Steve - Add me to the list of people who are very happy that you made it out of the dark place. I'm grateful that you are alive on this planet. You make it a better place. And I'm sorry that you were ever in that place to begin with. The book that I have found most helpful in coming to a place of acceptance is When Things Fall Apart: Heart Advice for Difficult Times by Pema Chödrön. Of course, I also believe that when we're ready, the teacher shows up in one form or another. You were ready and allowed the teacher in. I wish you continued peace and happiness.
Your post made me think of the saying about comparing our insides to other people's outsides. I never would have thought that you were in that place and in that amount of pain. You've always struck me as a very happy and contented person. More and more I find that getting to know others challenges my perceptions and allows a connectedness that is not possible when we are closed off. Thank you for sharing your struggle. I hope that we can lessen your burden, even if just a little bit, and provide you a sense of connection, even if it's from afar.
Thank you, Geila. I thought long and hard about writing what I did. Not the kind of thing one broadcasts from rooftops. But it seemed appropriate. At least my post seems to have served a broader purpose here.
I have long believed pain is not a stopping place. I have difficulty understanding why anyone would want to remain there. Of course, there's recognizing that one is stuck -- and that can be subject to interpretation. I denied being stuck for a long time. Some might have caught on to that faster than I did; others might have needed even longer. People; they're just hard to figure out.
Steve, Imdont especially like computers any more, they annoy me too often.
But the humans, they are impossible.
Dogs—that’s the ticket. And cats.
Also so glad you are here Steve. Your absence would be a big loss.

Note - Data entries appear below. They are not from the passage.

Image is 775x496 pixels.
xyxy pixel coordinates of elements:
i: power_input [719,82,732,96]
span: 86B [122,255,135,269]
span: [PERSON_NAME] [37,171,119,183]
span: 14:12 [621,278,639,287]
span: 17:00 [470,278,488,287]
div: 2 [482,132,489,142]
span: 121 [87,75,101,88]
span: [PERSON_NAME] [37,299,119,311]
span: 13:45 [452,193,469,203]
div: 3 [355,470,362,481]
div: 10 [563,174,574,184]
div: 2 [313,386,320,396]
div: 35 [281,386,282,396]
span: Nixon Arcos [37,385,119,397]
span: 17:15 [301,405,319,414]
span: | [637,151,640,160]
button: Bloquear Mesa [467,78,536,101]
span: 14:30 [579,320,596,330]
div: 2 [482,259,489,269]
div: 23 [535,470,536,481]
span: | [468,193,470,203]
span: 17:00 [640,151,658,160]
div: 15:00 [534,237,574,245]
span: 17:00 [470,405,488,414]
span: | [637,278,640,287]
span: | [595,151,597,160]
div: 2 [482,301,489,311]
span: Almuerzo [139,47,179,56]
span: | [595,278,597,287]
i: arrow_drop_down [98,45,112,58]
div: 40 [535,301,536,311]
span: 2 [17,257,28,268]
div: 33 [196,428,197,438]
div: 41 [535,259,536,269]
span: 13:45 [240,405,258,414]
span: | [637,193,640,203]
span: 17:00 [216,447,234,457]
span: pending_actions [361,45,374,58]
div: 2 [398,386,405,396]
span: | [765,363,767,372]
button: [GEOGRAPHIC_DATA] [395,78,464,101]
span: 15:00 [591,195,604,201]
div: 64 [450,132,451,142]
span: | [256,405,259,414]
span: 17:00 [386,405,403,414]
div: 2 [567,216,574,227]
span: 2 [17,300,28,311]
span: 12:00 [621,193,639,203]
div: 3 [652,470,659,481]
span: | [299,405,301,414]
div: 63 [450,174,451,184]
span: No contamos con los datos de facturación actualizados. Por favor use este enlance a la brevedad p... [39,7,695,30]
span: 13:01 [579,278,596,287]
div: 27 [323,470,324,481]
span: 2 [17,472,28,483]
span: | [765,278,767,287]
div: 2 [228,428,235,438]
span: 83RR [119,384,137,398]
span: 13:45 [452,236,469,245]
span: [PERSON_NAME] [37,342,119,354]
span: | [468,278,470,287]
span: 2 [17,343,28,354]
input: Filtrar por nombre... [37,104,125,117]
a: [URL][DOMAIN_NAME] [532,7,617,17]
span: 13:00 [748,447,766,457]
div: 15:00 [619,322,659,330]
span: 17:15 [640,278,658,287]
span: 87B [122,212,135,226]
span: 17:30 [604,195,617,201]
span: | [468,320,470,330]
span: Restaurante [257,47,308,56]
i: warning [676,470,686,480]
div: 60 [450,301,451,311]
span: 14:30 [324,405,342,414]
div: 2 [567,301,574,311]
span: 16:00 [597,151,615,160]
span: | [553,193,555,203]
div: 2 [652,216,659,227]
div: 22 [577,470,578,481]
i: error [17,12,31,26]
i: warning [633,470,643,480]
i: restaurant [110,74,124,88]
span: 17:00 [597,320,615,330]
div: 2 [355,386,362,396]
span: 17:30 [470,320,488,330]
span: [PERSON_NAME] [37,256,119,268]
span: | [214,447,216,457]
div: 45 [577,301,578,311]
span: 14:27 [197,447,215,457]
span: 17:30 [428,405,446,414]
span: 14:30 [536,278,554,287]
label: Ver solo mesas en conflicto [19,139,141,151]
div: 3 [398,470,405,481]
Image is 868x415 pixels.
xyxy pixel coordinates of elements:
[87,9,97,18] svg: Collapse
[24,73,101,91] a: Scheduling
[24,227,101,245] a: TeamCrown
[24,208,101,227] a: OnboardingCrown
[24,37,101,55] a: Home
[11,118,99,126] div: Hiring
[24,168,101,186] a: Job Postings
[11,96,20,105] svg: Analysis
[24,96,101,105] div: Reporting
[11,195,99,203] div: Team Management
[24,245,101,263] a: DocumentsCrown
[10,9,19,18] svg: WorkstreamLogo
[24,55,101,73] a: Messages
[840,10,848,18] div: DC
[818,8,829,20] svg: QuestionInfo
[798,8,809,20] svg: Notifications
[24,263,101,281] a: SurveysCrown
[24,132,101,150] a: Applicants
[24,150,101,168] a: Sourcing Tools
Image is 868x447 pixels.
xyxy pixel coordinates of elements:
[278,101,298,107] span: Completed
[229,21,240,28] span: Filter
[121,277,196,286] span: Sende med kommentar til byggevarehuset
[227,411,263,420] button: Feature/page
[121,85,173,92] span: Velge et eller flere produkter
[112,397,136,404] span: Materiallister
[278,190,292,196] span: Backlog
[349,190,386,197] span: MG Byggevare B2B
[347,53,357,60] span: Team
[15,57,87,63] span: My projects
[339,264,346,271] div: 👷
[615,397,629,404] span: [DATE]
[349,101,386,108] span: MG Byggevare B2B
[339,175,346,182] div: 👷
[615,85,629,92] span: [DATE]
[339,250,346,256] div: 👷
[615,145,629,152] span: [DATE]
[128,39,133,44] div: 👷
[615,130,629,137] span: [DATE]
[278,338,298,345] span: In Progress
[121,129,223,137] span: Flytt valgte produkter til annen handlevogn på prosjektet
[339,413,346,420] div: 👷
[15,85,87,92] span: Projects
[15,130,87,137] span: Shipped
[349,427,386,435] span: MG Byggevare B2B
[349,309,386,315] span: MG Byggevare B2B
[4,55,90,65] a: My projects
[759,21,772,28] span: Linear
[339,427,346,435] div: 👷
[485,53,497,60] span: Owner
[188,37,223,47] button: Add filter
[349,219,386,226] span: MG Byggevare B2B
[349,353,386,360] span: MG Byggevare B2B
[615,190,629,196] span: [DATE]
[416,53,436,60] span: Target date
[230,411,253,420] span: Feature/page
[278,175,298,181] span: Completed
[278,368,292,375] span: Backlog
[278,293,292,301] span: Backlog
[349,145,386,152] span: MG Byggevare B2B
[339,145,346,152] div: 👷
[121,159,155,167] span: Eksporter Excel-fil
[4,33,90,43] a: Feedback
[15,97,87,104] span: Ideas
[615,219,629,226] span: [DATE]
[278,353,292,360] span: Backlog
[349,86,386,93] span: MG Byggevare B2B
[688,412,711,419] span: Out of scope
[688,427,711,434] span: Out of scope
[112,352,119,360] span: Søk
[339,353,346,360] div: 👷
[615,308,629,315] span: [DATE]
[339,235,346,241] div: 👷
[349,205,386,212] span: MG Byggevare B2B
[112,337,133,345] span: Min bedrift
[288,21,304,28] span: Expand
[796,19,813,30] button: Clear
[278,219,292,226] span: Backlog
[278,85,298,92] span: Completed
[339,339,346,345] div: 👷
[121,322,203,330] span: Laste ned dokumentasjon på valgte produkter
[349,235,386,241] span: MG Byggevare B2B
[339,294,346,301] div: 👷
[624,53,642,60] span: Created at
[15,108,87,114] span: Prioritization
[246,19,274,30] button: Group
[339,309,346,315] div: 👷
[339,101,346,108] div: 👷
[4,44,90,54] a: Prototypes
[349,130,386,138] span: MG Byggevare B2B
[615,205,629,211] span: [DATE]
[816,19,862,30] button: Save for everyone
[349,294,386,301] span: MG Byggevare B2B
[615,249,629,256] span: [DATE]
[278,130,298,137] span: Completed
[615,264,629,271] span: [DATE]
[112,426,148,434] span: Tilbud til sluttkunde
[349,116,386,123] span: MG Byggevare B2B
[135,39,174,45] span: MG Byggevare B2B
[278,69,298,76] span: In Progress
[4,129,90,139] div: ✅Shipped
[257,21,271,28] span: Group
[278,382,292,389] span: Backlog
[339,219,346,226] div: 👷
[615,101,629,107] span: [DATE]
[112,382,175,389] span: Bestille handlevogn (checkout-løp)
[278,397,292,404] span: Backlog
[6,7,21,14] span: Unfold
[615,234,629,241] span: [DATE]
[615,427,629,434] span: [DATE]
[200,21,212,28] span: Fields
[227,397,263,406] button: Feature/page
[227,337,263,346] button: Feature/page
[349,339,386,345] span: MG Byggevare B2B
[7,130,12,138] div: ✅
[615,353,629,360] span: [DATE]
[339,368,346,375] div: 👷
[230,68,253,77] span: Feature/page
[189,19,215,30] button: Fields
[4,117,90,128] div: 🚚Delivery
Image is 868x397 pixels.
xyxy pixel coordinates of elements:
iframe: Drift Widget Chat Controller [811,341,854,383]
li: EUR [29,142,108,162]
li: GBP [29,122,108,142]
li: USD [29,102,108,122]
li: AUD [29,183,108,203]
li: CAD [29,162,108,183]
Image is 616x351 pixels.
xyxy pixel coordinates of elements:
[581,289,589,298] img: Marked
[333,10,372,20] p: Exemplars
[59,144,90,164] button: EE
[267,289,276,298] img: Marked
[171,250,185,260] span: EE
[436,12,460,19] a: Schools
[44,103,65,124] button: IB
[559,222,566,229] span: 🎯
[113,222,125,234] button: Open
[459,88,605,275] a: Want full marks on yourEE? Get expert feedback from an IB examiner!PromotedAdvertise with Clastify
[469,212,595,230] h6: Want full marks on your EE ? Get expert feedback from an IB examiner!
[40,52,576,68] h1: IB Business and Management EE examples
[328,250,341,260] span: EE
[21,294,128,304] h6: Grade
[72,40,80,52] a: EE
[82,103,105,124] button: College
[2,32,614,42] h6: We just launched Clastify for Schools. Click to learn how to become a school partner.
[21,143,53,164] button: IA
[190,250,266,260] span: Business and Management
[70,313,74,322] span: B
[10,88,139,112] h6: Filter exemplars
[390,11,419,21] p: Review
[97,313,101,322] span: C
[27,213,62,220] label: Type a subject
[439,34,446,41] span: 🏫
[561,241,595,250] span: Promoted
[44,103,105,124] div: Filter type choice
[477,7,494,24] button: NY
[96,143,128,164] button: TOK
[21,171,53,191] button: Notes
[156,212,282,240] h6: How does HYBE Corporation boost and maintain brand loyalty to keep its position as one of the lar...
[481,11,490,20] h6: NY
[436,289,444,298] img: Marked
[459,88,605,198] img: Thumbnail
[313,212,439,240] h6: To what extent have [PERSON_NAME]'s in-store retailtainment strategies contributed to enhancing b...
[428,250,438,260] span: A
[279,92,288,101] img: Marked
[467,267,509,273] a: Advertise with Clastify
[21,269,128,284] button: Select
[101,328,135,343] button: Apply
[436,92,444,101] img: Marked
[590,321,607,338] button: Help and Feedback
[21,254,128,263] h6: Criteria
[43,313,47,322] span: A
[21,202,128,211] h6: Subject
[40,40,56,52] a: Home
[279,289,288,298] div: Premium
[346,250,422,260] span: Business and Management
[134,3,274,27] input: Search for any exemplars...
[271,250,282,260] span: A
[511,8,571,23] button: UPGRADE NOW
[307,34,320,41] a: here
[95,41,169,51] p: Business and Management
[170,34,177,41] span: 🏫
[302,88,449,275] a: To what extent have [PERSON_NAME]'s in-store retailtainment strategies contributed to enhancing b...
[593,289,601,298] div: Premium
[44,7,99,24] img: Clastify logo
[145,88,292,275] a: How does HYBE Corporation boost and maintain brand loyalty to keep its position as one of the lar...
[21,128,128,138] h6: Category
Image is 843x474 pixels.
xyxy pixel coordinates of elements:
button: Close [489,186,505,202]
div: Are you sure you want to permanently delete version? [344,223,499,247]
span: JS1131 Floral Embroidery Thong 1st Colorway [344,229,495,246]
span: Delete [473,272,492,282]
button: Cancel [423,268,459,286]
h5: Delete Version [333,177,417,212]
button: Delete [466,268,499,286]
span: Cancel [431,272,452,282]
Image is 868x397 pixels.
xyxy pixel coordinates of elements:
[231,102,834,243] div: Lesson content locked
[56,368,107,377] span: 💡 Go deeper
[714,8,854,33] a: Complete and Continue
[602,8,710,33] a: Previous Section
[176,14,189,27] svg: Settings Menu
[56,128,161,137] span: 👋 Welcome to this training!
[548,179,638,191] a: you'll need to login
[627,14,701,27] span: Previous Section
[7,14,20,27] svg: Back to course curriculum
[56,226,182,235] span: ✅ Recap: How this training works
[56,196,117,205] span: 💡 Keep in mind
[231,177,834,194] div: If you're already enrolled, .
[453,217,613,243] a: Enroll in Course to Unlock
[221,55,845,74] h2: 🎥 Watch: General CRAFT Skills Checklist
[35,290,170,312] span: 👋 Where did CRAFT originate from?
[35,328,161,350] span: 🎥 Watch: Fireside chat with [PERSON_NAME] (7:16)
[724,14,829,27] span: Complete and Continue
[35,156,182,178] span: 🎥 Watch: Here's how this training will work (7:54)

Thanks so much for sharing, Steve. So glad you are here as well.
When I think I am not doing enough or doing things "right" or helping as much as I can, etc. etc. etc. I try to remember to just go back to basics - smile as much as possible, be nice, and be kind. These three things are chosen behaviors and are ALWAYS possible, and if I can get through a whole day doing those three things, it gives me hope.
Steve, I was a fan of the old T.V. show M.A.S.H. and still watch it in reruns on an oldies channel. When I finally heard the words to the opening theme song I was, shocked is not the right word, but startled maybe to hear "suicide is painless, it brings on many changes. And, I can take or leave it if I please.". Suicide is NOT painless for the families and friends who are left with the pain forever. My husband came from a family where suicide was way too commonplace. I am talking his father, 2 uncles and 2 brothers. At the minimum. There may have been a niece also. So I have seen the devastation, questions, and overwhelming pain that is left in the aftermath. When my husband passed away suddenly of an apparent massive heart attack, one of my first thoughts was "at least I won't have to see him go through what his brothers went through". And, they were good, functioning members of society. Not some hopeless derelict who gives up on life. But they did, they had too in their minds. I am so happy Steve that you got help and didn't give up.
CL I have no answers. I know the world is a very depressing and ugly place at times and I guess my way of dealing with it is hiding my head in the sand too much. I seldom watch the news. On facebook, I scroll by things that "hurt my heart" and if I do see/read something terribly bad, it haunts me for a long time. I have a friend who also is a potter and we were discussing an issue one day where I was wanting to do something, do more, and she very gently said "you do what you can". I recall those words in different situations. I do what I can.